Hard Copy
If our homes express who we are, what of the home where all of your literature and music is invisible to the casual eye; no trace of the stories and music that move you and define you represented alongside whatever art or furniture or decor you’ve put together to create a place that is special to you.
Through the ready availability of his books and records while I was growing up, I came to know some of what my dad loved, and so, some part of who my dad is. My nascent exploration of his collections naturally then coloured my own interests. Unquestionably, I was enriched.
He had loads of heavy and immaculate hardback books of battleships, and is something of an amateur historian regarding them. I pored for hours over the story of the Battle of Jutland, the escalating race to build bigger ships, culminating in the monster Yamato, a final but pointless achievement for the species as the supremacy of the aircraft carrier asserted itself forever after.
I didn’t know there could be battleships that were beautiful, like the Hood, and ugly, like the Tirpitz. They were like knights, their personalities shaped in steel. My knight was the Hood, her(?) tragic death at the hands of the dashing, muscular Bismarck sealing her place in my fledgling imagination, my die cast Hornby replicas replaying the encounter in her favour ever afterwards.
Perhaps I was fortunate too that my dad had books about mysterious phenomena; encyclopedias full of flying saucepans, the chubby strolling Bigfoot of California and photos of luminous strands of spaghetti-like ectoplasm in thick long clumps hanging from the mouths of otherwise conservatively dressed Edwardian men or women, for all the world looking like they were caught in a strangely dignified mid-chunder.
Every creak from our Victorian terraced home, every plane landing at Cardiff Airport had the potential to stand my hairs on end as I imagined the former as evidence of poltergeists and the latter’s lights at any moment zig-zagging at ‘impossible speeds’ through the clouds.
Then, as I got older, it was his albums that opened my awareness to music beyond my beloved ska and pop. The music, from the languid and earthy Solid Air to the apotheosis of 60s britpop in Nazz, bemused me and titillated me with its obvious quality and acoustic disparity with the synths of my own era. But the albums themselves were fascinating to peruse. There was the marvellous ‘3d’ cover of the Stones’s At Her Satanic Majesty’s Request to the garish covers of Todd Rundgren’s Utopia period and Angus’s fabulous sneer on Highway To Hell. In fact, in those hours I worked my way through his albums on my dad’s wonderful old Yamaha turntable, I was working my way through a personal visual and aural history of music stretching back from the seventies to Robert Johnson and Memphis Slim, via the Beatles, the Ozark Mountain Daredevils, Dusty Springfield and the Kinks among others.
While the art itself is preserved on media players, the notion of it as a possession, an object in and of itself, is lost. To have and to hold, these ingredients of our history and personality have an individual presence. They’re not lists on a screen, they exist, in a more trivial way, as paintings or ceramics exist, tangible expressions of taste.
But their principle value is that they can be shared and explored freely, they can be discovered; they’re public, not hidden behind a Kindle or an iPhone’s passwords and not thereby restricted from others to those times when said device isn’t otherwise in use. They can connect us asynchronously and without mediation. I could explore this art without my dad’s stewardship and form my own impressions of it.
Long live the hard copy, it shaped who I am today.
The physical objects we collect are fetters which tie our psychological state to the realm of the real. When I look at the raw RL space they occupy part of me wants to translate them all digitally so I never have to carry another box of records which has all the personality of an obstinate child, with carry handles gradually cutting into my hands.
What you’re writing about is the reason that I haven’t junked my hardcopy. Without them your life is like that of a digital ghost, your thoughts and drives locked away behind an encrypted wall that becomes impenetrable upon passing. I’m all for ephemeralisation, but only if it gives us the same or similar tangible benefits as the items it replaces.
Hey,
It is a tremendous thing for us old folk to hold a device the size of a credit card containing a library of everything we ever read and listen to, indeed, more than we could ever manage if we did nothing else. It would be good if it was possible somehow for my kids to browse all this digitally and freely as I did with my dad’s stuff, but when ownership becomes licensing and gifts can’t be inscribed, I agree we do lose something. When I go to people’s homes, and they have a bookshelf, I am drawn to the spines, and conversation inevitably ensues :) I didn’t have to ask them if I could see what books they own, that would be a bit creepy and intrusive.
Sadly, a lot of my own books are in an attic awaiting a decent sized living space to put them out, but I’d love one day to see one of my kids sat in an armchair flicking through an old sci-fi novel :)
Comics are more problematic though aren’t they? Hard to display them without it looking like a mini comics store!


## HOW TO COMPLETE THIS TASK
Return each record shown below exactly, with none omitted.

## Source data
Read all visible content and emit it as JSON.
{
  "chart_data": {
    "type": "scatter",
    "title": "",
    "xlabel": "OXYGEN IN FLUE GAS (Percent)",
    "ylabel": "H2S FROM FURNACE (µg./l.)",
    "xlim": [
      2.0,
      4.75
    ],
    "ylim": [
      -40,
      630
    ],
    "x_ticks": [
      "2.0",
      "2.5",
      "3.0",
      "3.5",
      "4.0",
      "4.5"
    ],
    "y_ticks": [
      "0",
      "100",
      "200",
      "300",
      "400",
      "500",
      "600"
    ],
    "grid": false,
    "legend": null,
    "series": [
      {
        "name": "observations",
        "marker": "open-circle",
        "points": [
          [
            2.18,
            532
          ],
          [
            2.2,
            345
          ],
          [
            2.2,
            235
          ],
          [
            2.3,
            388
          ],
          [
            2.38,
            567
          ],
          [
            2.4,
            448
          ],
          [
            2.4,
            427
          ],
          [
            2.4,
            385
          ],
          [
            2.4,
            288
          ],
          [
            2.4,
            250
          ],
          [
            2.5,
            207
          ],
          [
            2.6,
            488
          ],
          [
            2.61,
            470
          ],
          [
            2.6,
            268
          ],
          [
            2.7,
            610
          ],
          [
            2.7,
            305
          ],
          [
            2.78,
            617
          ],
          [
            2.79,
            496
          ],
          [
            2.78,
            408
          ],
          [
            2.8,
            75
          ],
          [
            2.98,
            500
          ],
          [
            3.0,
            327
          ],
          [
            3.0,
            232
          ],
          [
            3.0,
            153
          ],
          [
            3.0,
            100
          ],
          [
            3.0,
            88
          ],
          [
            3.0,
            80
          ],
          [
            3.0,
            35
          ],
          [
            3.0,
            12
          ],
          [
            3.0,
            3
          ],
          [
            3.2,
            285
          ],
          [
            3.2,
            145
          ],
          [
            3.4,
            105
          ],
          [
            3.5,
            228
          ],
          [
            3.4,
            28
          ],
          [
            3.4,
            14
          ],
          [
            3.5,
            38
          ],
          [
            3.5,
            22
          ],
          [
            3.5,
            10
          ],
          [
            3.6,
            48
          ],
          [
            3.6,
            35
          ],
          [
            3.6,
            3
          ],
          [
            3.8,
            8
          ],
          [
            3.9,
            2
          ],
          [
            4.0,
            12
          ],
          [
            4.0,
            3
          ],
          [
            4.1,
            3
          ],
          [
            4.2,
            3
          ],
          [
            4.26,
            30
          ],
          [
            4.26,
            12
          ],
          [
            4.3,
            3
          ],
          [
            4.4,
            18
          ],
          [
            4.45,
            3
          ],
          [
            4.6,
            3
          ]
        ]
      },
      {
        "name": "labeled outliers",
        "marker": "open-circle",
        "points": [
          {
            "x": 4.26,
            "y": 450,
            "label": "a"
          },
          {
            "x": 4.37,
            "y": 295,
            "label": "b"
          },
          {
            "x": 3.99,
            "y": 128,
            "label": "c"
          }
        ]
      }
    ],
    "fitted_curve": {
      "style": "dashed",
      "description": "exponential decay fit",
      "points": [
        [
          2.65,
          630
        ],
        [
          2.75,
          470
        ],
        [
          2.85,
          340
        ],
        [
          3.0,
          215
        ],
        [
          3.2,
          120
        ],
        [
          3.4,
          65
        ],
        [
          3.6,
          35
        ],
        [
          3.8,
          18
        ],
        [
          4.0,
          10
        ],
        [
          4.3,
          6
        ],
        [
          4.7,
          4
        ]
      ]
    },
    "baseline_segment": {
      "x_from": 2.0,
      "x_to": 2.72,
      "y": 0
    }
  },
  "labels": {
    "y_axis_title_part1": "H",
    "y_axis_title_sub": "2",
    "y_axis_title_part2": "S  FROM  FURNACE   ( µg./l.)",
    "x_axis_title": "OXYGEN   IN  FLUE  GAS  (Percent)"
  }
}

## YOUR SOLUTION
Read all visible content and emit it as JSON.
{
  "chart_data": {
    "type": "scatter",
    "title": "",
    "xlabel": "OXYGEN IN FLUE GAS (Percent)",
    "ylabel": "H2S FROM FURNACE (µg./l.)",
    "xlim": [
      2.0,
      4.75
    ],
    "ylim": [
      -40,
      630
    ],
    "x_ticks": [
      "2.0",
      "2.5",
      "3.0",
      "3.5",
      "4.0",
      "4.5"
    ],
    "y_ticks": [
      "0",
      "100",
      "200",
      "300",
      "400",
      "500",
      "600"
    ],
    "grid": false,
    "legend": null,
    "series": [
      {
        "name": "observations",
        "marker": "open-circle",
        "points": [
          [
            2.18,
            532
          ],
          [
            2.2,
            345
          ],
          [
            2.2,
            235
          ],
          [
            2.3,
            388
          ],
          [
            2.38,
            567
          ],
          [
            2.4,
            448
          ],
          [
            2.4,
            427
          ],
          [
            2.4,
            385
          ],
          [
            2.4,
            288
          ],
          [
            2.4,
            250
          ],
          [
            2.5,
            207
          ],
          [
            2.6,
            488
          ],
          [
            2.61,
            470
          ],
          [
            2.6,
            268
          ],
          [
            2.7,
            610
          ],
          [
            2.7,
            305
          ],
          [
            2.78,
            617
          ],
          [
            2.79,
            496
          ],
          [
            2.78,
            408
          ],
          [
            2.8,
            75
          ],
          [
            2.98,
            500
          ],
          [
            3.0,
            327
          ],
          [
            3.0,
            232
          ],
          [
            3.0,
            153
          ],
          [
            3.0,
            100
          ],
          [
            3.0,
            88
          ],
          [
            3.0,
            80
          ],
          [
            3.0,
            35
          ],
          [
            3.0,
            12
          ],
          [
            3.0,
            3
          ],
          [
            3.2,
            285
          ],
          [
            3.2,
            145
          ],
          [
            3.4,
            105
          ],
          [
            3.5,
            228
          ],
          [
            3.4,
            28
          ],
          [
            3.4,
            14
          ],
          [
            3.5,
            38
          ],
          [
            3.5,
            22
          ],
          [
            3.5,
            10
          ],
          [
            3.6,
            48
          ],
          [
            3.6,
            35
          ],
          [
            3.6,
            3
          ],
          [
            3.8,
            8
          ],
          [
            3.9,
            2
          ],
          [
            4.0,
            12
          ],
          [
            4.0,
            3
          ],
          [
            4.1,
            3
          ],
          [
            4.2,
            3
          ],
          [
            4.26,
            30
          ],
          [
            4.26,
            12
          ],
          [
            4.3,
            3
          ],
          [
            4.4,
            18
          ],
          [
            4.45,
            3
          ],
          [
            4.6,
            3
          ]
        ]
      },
      {
        "name": "labeled outliers",
        "marker": "open-circle",
        "points": [
          {
            "x": 4.26,
            "y": 450,
            "label": "a"
          },
          {
            "x": 4.37,
            "y": 295,
            "label": "b"
          },
          {
            "x": 3.99,
            "y": 128,
            "label": "c"
          }
        ]
      }
    ],
    "fitted_curve": {
      "style": "dashed",
      "description": "exponential decay fit",
      "points": [
        [
          2.65,
          630
        ],
        [
          2.75,
          470
        ],
        [
          2.85,
          340
        ],
        [
          3.0,
          215
        ],
        [
          3.2,
          120
        ],
        [
          3.4,
          65
        ],
        [
          3.6,
          35
        ],
        [
          3.8,
          18
        ],
        [
          4.0,
          10
        ],
        [
          4.3,
          6
        ],
        [
          4.7,
          4
        ]
      ]
    },
    "baseline_segment": {
      "x_from": 2.0,
      "x_to": 2.72,
      "y": 0
    }
  },
  "labels": {
    "y_axis_title_part1": "H",
    "y_axis_title_sub": "2",
    "y_axis_title_part2": "S  FROM  FURNACE   ( µg./l.)",
    "x_axis_title": "OXYGEN   IN  FLUE  GAS  (Percent)"
  }
}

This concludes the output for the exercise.